From the start, Jennifer reported her findings in scientific journals, but she soon also began to communicate with a wider audience. Early results were published in a book, Garden Life (1983), and there were numerous articles in The Garden, New Scientist and the magazine Organic Gardening. In 1991 Cambridge University Press released an exhaustive summary of all her research in the book The Ecology of a Garden: the First Fifteen Years. This remains compulsory reading for anyone seriously interested in garden wildlife, and was at the time the most complete account of the wildlife of any garden anywhere in the world.

This month, the RHS publishes the complete story: Wildlife of a Garden: a Thirty-year Study. A third of a century is long enough to record many changes, the reasons for some obvious, others less so. For example, the effects of climate change are clearly shown by the arrival in the garden of gatekeeper and speckled wood butterflies, among the most abundant butterflies in the garden when surveying ended in 2001.
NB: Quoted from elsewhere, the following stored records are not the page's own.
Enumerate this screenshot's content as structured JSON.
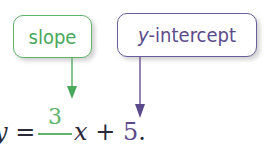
{
  "labels": {
    "slope": "slope",
    "y_intercept_var": "y",
    "y_intercept_rest": "-intercept"
  },
  "equation": {
    "lhs_var": "y",
    "equals": " = ",
    "sign": "−",
    "numerator": "3",
    "x_var": "x",
    "plus": " + ",
    "constant": "5",
    "period": "."
  },
  "colors": {
    "slope": "#5fb46a",
    "y_intercept": "#6b5c9c",
    "text": "#2a2a3a"
  }
}
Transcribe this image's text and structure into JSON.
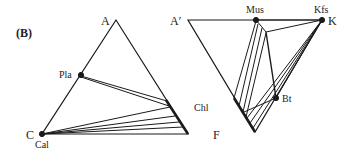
{
  "figure": {
    "panel_label": "(B)",
    "left_diagram": {
      "vertex_labels": {
        "top": "A",
        "bottom_left": "C",
        "bottom_right": "F"
      },
      "phase_labels": {
        "plagioclase": "Pla",
        "calcite": "Cal",
        "chlorite": "Chl"
      }
    },
    "right_diagram": {
      "vertex_labels": {
        "top_left": "A′",
        "top_right": "K",
        "bottom": "F"
      },
      "phase_labels": {
        "muscovite": "Mus",
        "k_feldspar": "Kfs",
        "biotite": "Bt"
      }
    },
    "colors": {
      "line": "#1a1a1a",
      "text": "#222222"
    }
  }
}
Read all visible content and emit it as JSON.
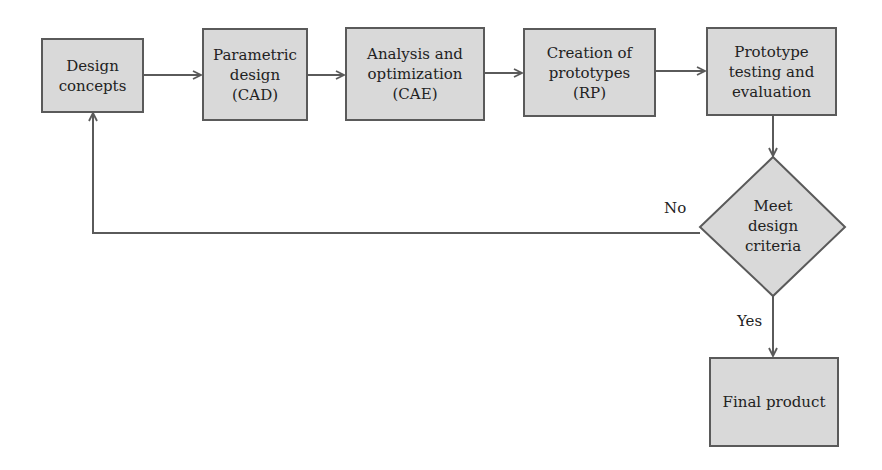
{
  "diagram": {
    "nodes": [
      {
        "id": "design-concepts",
        "label": "Design\nconcepts"
      },
      {
        "id": "parametric-design",
        "label": "Parametric\ndesign\n(CAD)"
      },
      {
        "id": "analysis-optimization",
        "label": "Analysis and\noptimization\n(CAE)"
      },
      {
        "id": "creation-prototypes",
        "label": "Creation of\nprototypes\n(RP)"
      },
      {
        "id": "prototype-testing",
        "label": "Prototype\ntesting and\nevaluation"
      },
      {
        "id": "decision",
        "label": "Meet\ndesign\ncriteria"
      },
      {
        "id": "final-product",
        "label": "Final product"
      }
    ],
    "edge_labels": {
      "no": "No",
      "yes": "Yes"
    },
    "colors": {
      "node_fill": "#d9d9d9",
      "node_border": "#5a5a5a",
      "edge": "#5a5a5a"
    }
  }
}
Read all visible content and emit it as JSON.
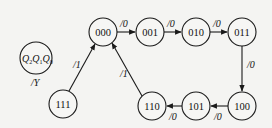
{
  "diagram": {
    "type": "state-transition-diagram",
    "legend": {
      "state_label": "Q2Q1Q0",
      "vars": [
        {
          "name": "Q",
          "sub": "2"
        },
        {
          "name": "Q",
          "sub": "1"
        },
        {
          "name": "Q",
          "sub": "0"
        }
      ],
      "output_label": "/Y"
    },
    "states": [
      {
        "id": "s000",
        "label": "000",
        "x": 103,
        "y": 32
      },
      {
        "id": "s001",
        "label": "001",
        "x": 150,
        "y": 32
      },
      {
        "id": "s010",
        "label": "010",
        "x": 196,
        "y": 32
      },
      {
        "id": "s011",
        "label": "011",
        "x": 242,
        "y": 32
      },
      {
        "id": "s100",
        "label": "100",
        "x": 242,
        "y": 106
      },
      {
        "id": "s101",
        "label": "101",
        "x": 196,
        "y": 106
      },
      {
        "id": "s110",
        "label": "110",
        "x": 152,
        "y": 106
      },
      {
        "id": "s111",
        "label": "111",
        "x": 63,
        "y": 104
      }
    ],
    "transitions": [
      {
        "from": "000",
        "to": "001",
        "label": "/0"
      },
      {
        "from": "001",
        "to": "010",
        "label": "/0"
      },
      {
        "from": "010",
        "to": "011",
        "label": "/0"
      },
      {
        "from": "011",
        "to": "100",
        "label": "/0"
      },
      {
        "from": "100",
        "to": "101",
        "label": "/0"
      },
      {
        "from": "101",
        "to": "110",
        "label": "/0"
      },
      {
        "from": "110",
        "to": "000",
        "label": "/1"
      },
      {
        "from": "111",
        "to": "000",
        "label": "/1"
      }
    ]
  }
}
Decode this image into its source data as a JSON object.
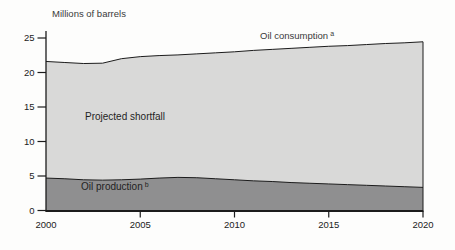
{
  "title": "Millions of barrels",
  "labels": {
    "consumption": {
      "text": "Oil consumption",
      "sup": "a"
    },
    "shortfall": {
      "text": "Projected shortfall"
    },
    "production": {
      "text": "Oil production",
      "sup": "b"
    }
  },
  "colors": {
    "shortfall_fill": "#d9d9d8",
    "production_fill": "#8f8f90",
    "line": "#1c1c1c",
    "axis": "#1c1c1c",
    "text": "#2a2a2a",
    "background": "#fdfdfc"
  },
  "chart_data": {
    "type": "area",
    "title": "Millions of barrels",
    "x": [
      2000,
      2001,
      2002,
      2003,
      2004,
      2005,
      2006,
      2007,
      2008,
      2009,
      2010,
      2011,
      2012,
      2013,
      2014,
      2015,
      2016,
      2017,
      2018,
      2019,
      2020
    ],
    "series": [
      {
        "name": "Oil consumption",
        "values": [
          21.6,
          21.45,
          21.3,
          21.35,
          22.0,
          22.3,
          22.45,
          22.55,
          22.7,
          22.85,
          23.0,
          23.2,
          23.35,
          23.5,
          23.65,
          23.8,
          23.9,
          24.05,
          24.2,
          24.3,
          24.45
        ]
      },
      {
        "name": "Oil production",
        "values": [
          4.7,
          4.6,
          4.45,
          4.4,
          4.45,
          4.55,
          4.7,
          4.8,
          4.75,
          4.6,
          4.45,
          4.3,
          4.2,
          4.05,
          3.95,
          3.85,
          3.75,
          3.65,
          3.55,
          3.45,
          3.35
        ]
      }
    ],
    "annotations": [
      "Projected shortfall is the gap between oil consumption and oil production"
    ],
    "xlim": [
      2000,
      2020
    ],
    "ylim": [
      0,
      25
    ],
    "yticks": [
      0,
      5,
      10,
      15,
      20,
      25
    ],
    "xticks": [
      2000,
      2005,
      2010,
      2015,
      2020
    ],
    "ylabel": "Millions of barrels",
    "xlabel": "",
    "grid": false,
    "legend_position": "inline"
  }
}
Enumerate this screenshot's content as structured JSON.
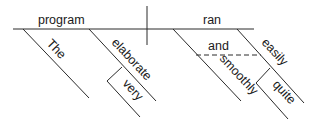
{
  "diagram": {
    "type": "sentence-diagram",
    "style": "Reed-Kellogg",
    "subject": "program",
    "verb": "ran",
    "modifiers": {
      "subject": [
        "The",
        "elaborate"
      ],
      "elaborate_modifier": "very",
      "verb": [
        "smoothly",
        "easily"
      ],
      "conjunction": "and",
      "easily_modifier": "quite"
    },
    "colors": {
      "line": "#2a2a2a",
      "text": "#1a1a1a",
      "background": "#ffffff"
    }
  }
}
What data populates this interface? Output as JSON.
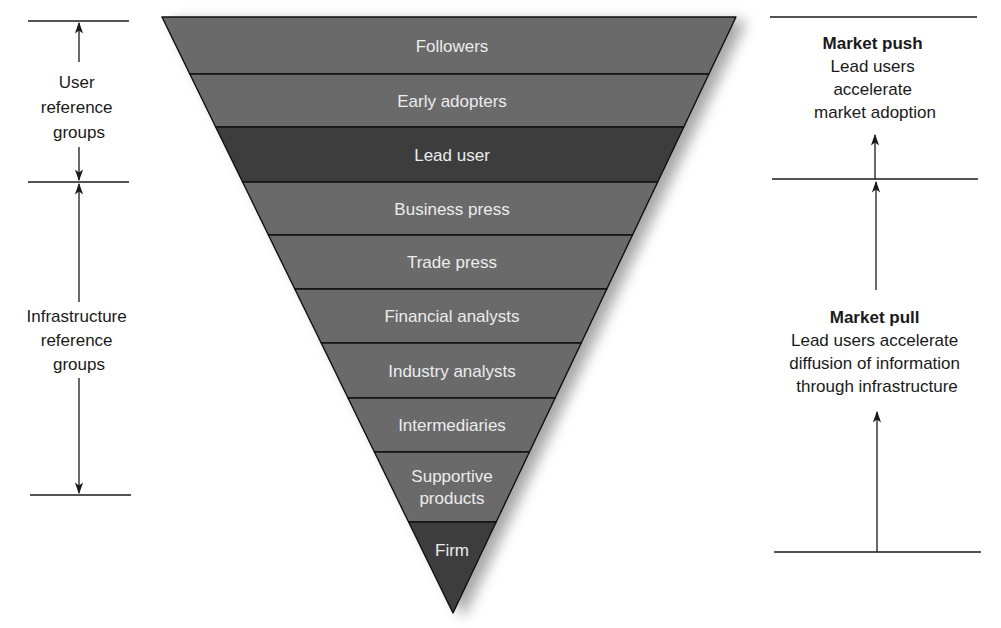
{
  "diagram": {
    "title": "",
    "colors": {
      "band_light": "#6a6a6a",
      "band_dark": "#3d3d3d",
      "band_text": "#ececec",
      "line": "#1a1a1a",
      "background": "#ffffff"
    },
    "funnel": {
      "top_y": 17,
      "top_left_x": 162,
      "top_right_x": 736,
      "apex_x": 453,
      "apex_y": 613,
      "bands": [
        {
          "label": "Followers",
          "lines": [
            "Followers"
          ],
          "y0": 17,
          "y1": 74,
          "shade": "light"
        },
        {
          "label": "Early adopters",
          "lines": [
            "Early adopters"
          ],
          "y0": 74,
          "y1": 127,
          "shade": "light"
        },
        {
          "label": "Lead user",
          "lines": [
            "Lead user"
          ],
          "y0": 127,
          "y1": 182,
          "shade": "dark"
        },
        {
          "label": "Business press",
          "lines": [
            "Business press"
          ],
          "y0": 182,
          "y1": 235,
          "shade": "light"
        },
        {
          "label": "Trade press",
          "lines": [
            "Trade press"
          ],
          "y0": 235,
          "y1": 289,
          "shade": "light"
        },
        {
          "label": "Financial analysts",
          "lines": [
            "Financial analysts"
          ],
          "y0": 289,
          "y1": 343,
          "shade": "light"
        },
        {
          "label": "Industry analysts",
          "lines": [
            "Industry analysts"
          ],
          "y0": 343,
          "y1": 398,
          "shade": "light"
        },
        {
          "label": "Intermediaries",
          "lines": [
            "Intermediaries"
          ],
          "y0": 398,
          "y1": 452,
          "shade": "light"
        },
        {
          "label": "Supportive products",
          "lines": [
            "Supportive",
            "products"
          ],
          "y0": 452,
          "y1": 522,
          "shade": "light"
        },
        {
          "label": "Firm",
          "lines": [
            "Firm"
          ],
          "y0": 522,
          "y1": 613,
          "shade": "dark"
        }
      ]
    },
    "left_annotations": {
      "user_reference_groups": {
        "lines": [
          "User",
          "reference",
          "groups"
        ]
      },
      "infrastructure_reference_groups": {
        "lines": [
          "Infrastructure",
          "reference",
          "groups"
        ]
      }
    },
    "right_annotations": {
      "market_push": {
        "title": "Market push",
        "lines": [
          "Lead users",
          "accelerate",
          "market adoption"
        ]
      },
      "market_pull": {
        "title": "Market pull",
        "lines": [
          "Lead users accelerate",
          "diffusion of information",
          "through infrastructure"
        ]
      }
    }
  }
}
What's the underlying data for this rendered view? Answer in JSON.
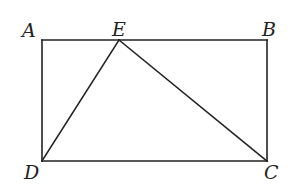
{
  "figure": {
    "type": "geometry",
    "stroke_color": "#222222",
    "background": "#ffffff",
    "points": {
      "A": {
        "x": 42,
        "y": 40
      },
      "E": {
        "x": 119,
        "y": 40
      },
      "B": {
        "x": 267,
        "y": 40
      },
      "C": {
        "x": 267,
        "y": 161
      },
      "D": {
        "x": 42,
        "y": 161
      }
    },
    "segments": [
      {
        "from": "A",
        "to": "B"
      },
      {
        "from": "B",
        "to": "C"
      },
      {
        "from": "C",
        "to": "D"
      },
      {
        "from": "D",
        "to": "A"
      },
      {
        "from": "D",
        "to": "E"
      },
      {
        "from": "E",
        "to": "C"
      }
    ],
    "labels": {
      "A": "A",
      "B": "B",
      "C": "C",
      "D": "D",
      "E": "E"
    }
  }
}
The study has demolished the belief that gardens are wildlife deserts–clearly the only reason anyone believed that was because no one had looked for wildlife there. Her meticulous records of herbivore host plants also led her to the insight that non-native, exotic garden plants can support a surprisingly high diversity of native herbivores. Jennifer has shown that any garden can be home to a range of wildlife. With recent well-documented declines in biodiversity in the agricultural landscape, this is a timely message–gardeners have never had such a responsibility for wildlife.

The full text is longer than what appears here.